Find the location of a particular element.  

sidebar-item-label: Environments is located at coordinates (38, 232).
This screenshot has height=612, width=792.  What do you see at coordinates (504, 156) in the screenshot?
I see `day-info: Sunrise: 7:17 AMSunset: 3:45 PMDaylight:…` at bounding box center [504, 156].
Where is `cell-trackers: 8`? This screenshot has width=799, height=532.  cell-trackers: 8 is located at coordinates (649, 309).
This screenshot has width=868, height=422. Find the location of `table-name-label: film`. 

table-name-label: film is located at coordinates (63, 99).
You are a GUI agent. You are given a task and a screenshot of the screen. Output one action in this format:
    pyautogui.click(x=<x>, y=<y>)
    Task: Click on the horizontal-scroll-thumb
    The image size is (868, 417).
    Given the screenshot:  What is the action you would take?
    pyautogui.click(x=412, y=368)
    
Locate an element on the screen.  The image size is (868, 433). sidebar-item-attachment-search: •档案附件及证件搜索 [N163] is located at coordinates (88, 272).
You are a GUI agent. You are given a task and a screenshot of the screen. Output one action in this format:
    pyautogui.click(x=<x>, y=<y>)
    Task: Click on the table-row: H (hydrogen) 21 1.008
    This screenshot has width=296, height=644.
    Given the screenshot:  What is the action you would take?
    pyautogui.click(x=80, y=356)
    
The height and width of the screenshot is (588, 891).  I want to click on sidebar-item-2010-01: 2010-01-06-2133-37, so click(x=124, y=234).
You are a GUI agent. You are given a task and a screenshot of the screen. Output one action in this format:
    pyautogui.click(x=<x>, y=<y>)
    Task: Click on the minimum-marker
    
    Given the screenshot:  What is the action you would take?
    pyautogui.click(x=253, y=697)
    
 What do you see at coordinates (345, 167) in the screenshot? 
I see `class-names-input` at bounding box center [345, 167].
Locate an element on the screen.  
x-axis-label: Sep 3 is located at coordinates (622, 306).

Assignment
In full, transcribe each entry of the material exactly.

Task output
Find the location of a particular element.  

sidebar-item-label: Environments is located at coordinates (38, 232).
This screenshot has height=612, width=792.  What do you see at coordinates (504, 156) in the screenshot?
I see `day-info: Sunrise: 7:17 AMSunset: 3:45 PMDaylight:…` at bounding box center [504, 156].
Where is `cell-trackers: 8`? This screenshot has width=799, height=532.  cell-trackers: 8 is located at coordinates (649, 309).
This screenshot has width=868, height=422. Find the location of `table-name-label: film`. 

table-name-label: film is located at coordinates (63, 99).
You are a GUI agent. You are given a task and a screenshot of the screen. Output one action in this format:
    pyautogui.click(x=<x>, y=<y>)
    Task: Click on the horizontal-scroll-thumb
    The image size is (868, 417).
    Given the screenshot:  What is the action you would take?
    pyautogui.click(x=412, y=368)
    
Locate an element on the screen.  The image size is (868, 433). sidebar-item-attachment-search: •档案附件及证件搜索 [N163] is located at coordinates (88, 272).
You are a GUI agent. You are given a task and a screenshot of the screen. Output one action in this format:
    pyautogui.click(x=<x>, y=<y>)
    Task: Click on the table-row: H (hydrogen) 21 1.008
    This screenshot has width=296, height=644.
    Given the screenshot:  What is the action you would take?
    pyautogui.click(x=80, y=356)
    
The height and width of the screenshot is (588, 891).  I want to click on sidebar-item-2010-01: 2010-01-06-2133-37, so click(x=124, y=234).
You are a GUI agent. You are given a task and a screenshot of the screen. Output one action in this format:
    pyautogui.click(x=<x>, y=<y>)
    Task: Click on the minimum-marker
    
    Given the screenshot:  What is the action you would take?
    pyautogui.click(x=253, y=697)
    
 What do you see at coordinates (345, 167) in the screenshot? 
I see `class-names-input` at bounding box center [345, 167].
Locate an element on the screen.  
x-axis-label: Sep 3 is located at coordinates (622, 306).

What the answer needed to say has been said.